Participating in a National Effort to Highlight Collaboration and Innovation in Philanthropy

Albuquerque ? During the week of November 12-18, 2010, Albuquerque Community Foundation will join more than 700 community foundations across America for Community Foundation Week. For more than 20 years, the effort has raised awareness about the increasingly important role of these philanthropic organizations in fostering local collaboration and innovation to address persistent civic and economic challenges.

 “In a down economy, with limited resources, and a growing need for services to help families in need, we are more determined than ever to bring our community partners together to find innovative and effective solutions to some of our most challenging social problems,” said Randy Royster, Executive Director.   Albuquerque Community Foundation is stepping up and getting more creative in how we provide support that people need during tough times.”

In the wake of the recent announcement that more than 40 of America’s billionaires will donate a majority of their fortunes to charity, the role and impact of philanthropy and community foundations is being redefined. Community foundations, independent, public charities that steward philanthropic resources from institutional and individual donors to community-based organizations, are at the heart of this change.  The Albuquerque Community Foundation was one of the first partners in the New Mexico Collaboration to End Hunger, a partnership that has now grown to over eighty organizations representing both the private and public sectors.  The Collaboration successfully attained its overarching goal of moving New Mexico from 50th to 45th in the nation in food insecurity and is currently hosting state-wide community meetings to garner input for the next plan that will focus on ending hunger in New Mexico.

Community foundations represent one of the fastest-growing forms of philanthropy in the United States and hold nearly $50 billion in assets, according to Foundation Center. Every state in the U.S. is home to at least one community foundation—large and small, urban, and rural—that is advancing solutions to a wide range of social issues. Although community foundations make up only one percent of all U.S. grantmaking foundations, they account for more than 10 percent of all foundation giving. These organizations are growing globally. The Worldwide Initiatives for Grantmaker Support estimates that nearly 1,500 community foundations operate in more than 50 countries.

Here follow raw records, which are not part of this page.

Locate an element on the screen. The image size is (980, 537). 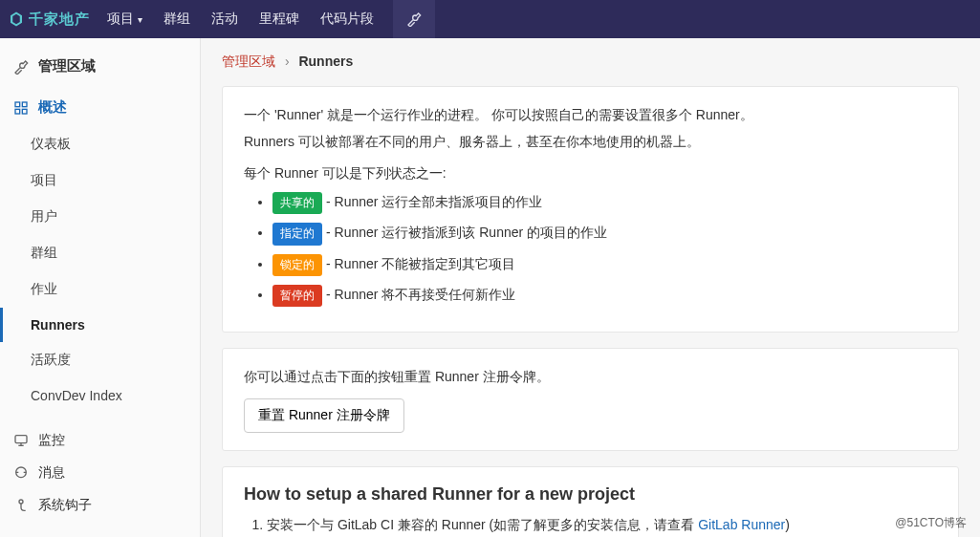
status-list: 共享的- Runner 运行全部未指派项目的作业 指定的- Runner 运行被… is located at coordinates (604, 248).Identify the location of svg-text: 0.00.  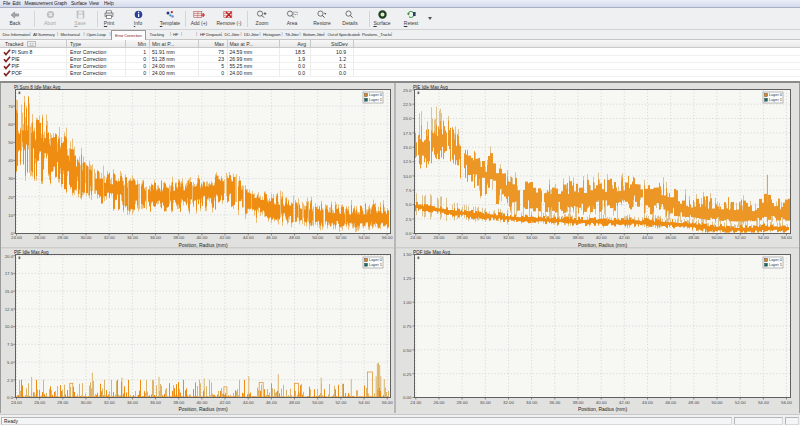
(408, 398).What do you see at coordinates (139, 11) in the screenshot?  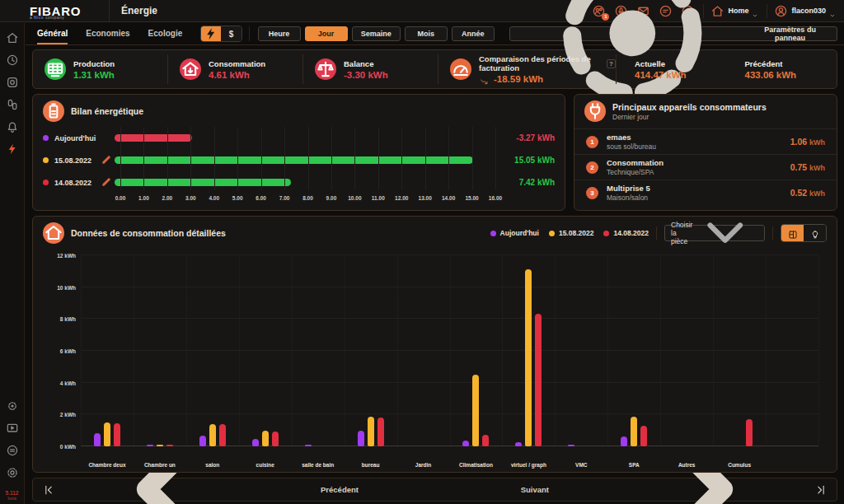 I see `page-title: Énergie` at bounding box center [139, 11].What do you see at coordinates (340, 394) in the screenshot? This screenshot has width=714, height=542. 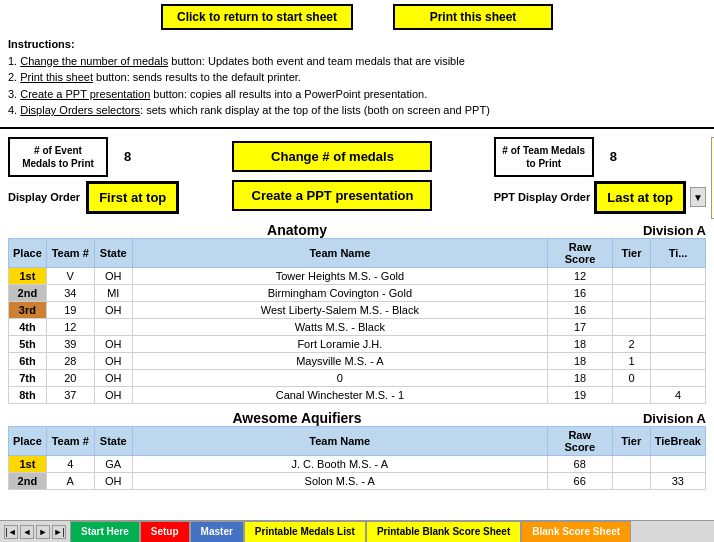 I see `name-cell: Canal Winchester M.S. - 1` at bounding box center [340, 394].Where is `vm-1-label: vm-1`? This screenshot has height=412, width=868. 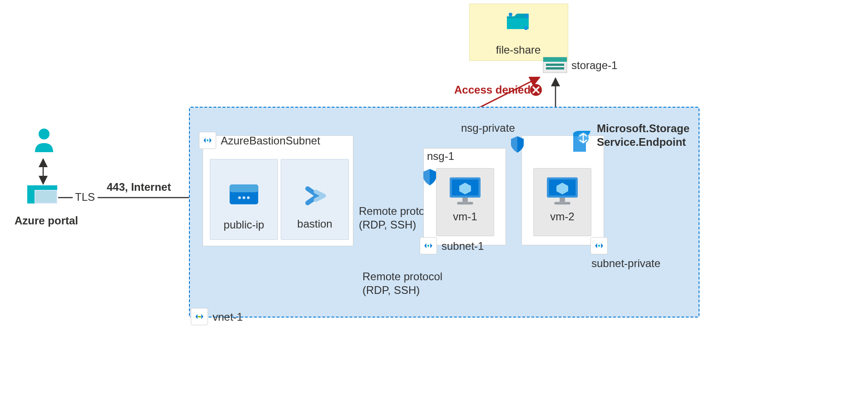 vm-1-label: vm-1 is located at coordinates (465, 217).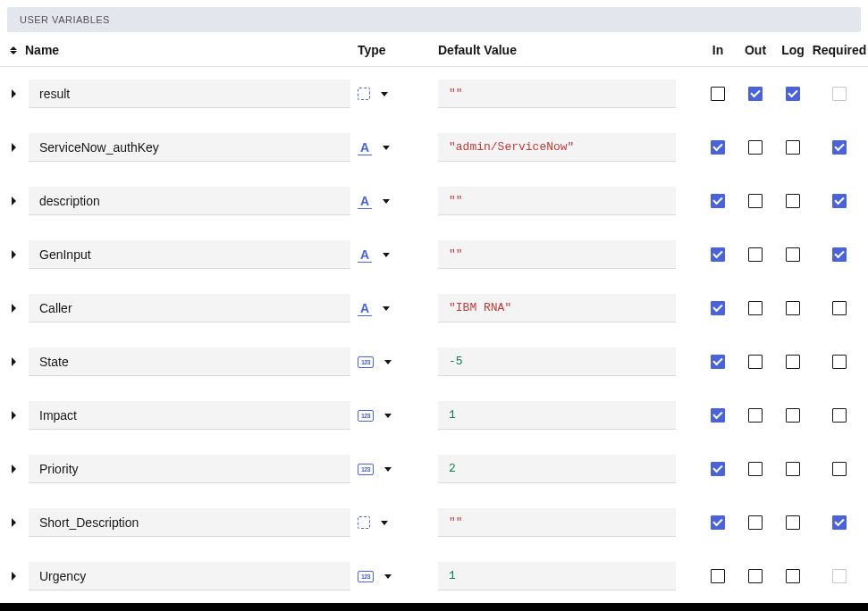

“America’s community foundations are on the frontlines of a tremendous shift in philanthropy and how we do business differently in a high-tech, rapidly changing world,” said Steve Gunderson, president and CEO of the Council on Foundations. “These organizations are leading the charge by bringing communities together, galvanizing resources, and maximizing their impact to advance the public good.”

Launched in 1989 through a proclamation by former President George H.W. Bush, the first Community Foundation Week included a congressional briefing about the work of community foundations throughout America and their collaborative approach to working with the public, private, and nonprofit sectors to address community problems.